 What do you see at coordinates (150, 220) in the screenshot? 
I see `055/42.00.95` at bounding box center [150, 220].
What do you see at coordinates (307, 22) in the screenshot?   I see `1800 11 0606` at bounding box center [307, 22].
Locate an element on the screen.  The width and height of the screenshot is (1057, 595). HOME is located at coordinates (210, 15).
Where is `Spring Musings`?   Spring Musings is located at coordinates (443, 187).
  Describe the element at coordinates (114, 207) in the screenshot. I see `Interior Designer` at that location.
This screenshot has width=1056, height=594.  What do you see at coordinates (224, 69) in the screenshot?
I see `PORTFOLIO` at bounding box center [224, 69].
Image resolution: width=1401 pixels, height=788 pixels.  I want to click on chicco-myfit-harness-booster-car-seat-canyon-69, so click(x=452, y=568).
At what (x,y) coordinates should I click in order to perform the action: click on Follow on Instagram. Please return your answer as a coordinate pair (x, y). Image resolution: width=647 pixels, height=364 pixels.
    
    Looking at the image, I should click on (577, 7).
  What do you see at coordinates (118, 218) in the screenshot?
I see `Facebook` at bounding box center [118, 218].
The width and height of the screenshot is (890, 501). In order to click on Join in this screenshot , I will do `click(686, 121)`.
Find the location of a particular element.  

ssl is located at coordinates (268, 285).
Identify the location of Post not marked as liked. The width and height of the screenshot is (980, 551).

Assignment >> Each record has to be given again exactly as written.

Your response >>
 What do you see at coordinates (150, 220) in the screenshot? 
I see `055/42.00.95` at bounding box center [150, 220].
What do you see at coordinates (307, 22) in the screenshot?   I see `1800 11 0606` at bounding box center [307, 22].
Locate an element on the screen.  The width and height of the screenshot is (1057, 595). HOME is located at coordinates (210, 15).
Where is `Spring Musings`?   Spring Musings is located at coordinates (443, 187).
  Describe the element at coordinates (114, 207) in the screenshot. I see `Interior Designer` at that location.
This screenshot has width=1056, height=594.  What do you see at coordinates (224, 69) in the screenshot?
I see `PORTFOLIO` at bounding box center [224, 69].
Image resolution: width=1401 pixels, height=788 pixels.  I want to click on chicco-myfit-harness-booster-car-seat-canyon-69, so click(x=452, y=568).
At what (x,y) coordinates should I click in order to perform the action: click on Follow on Instagram. Please return your answer as a coordinate pair (x, y). Image resolution: width=647 pixels, height=364 pixels.
    
    Looking at the image, I should click on (577, 7).
  What do you see at coordinates (118, 218) in the screenshot?
I see `Facebook` at bounding box center [118, 218].
The width and height of the screenshot is (890, 501). In order to click on Join in this screenshot , I will do `click(686, 121)`.
Find the location of a particular element.  

ssl is located at coordinates (268, 285).
Identify the location of Post not marked as liked. The width and height of the screenshot is (980, 551).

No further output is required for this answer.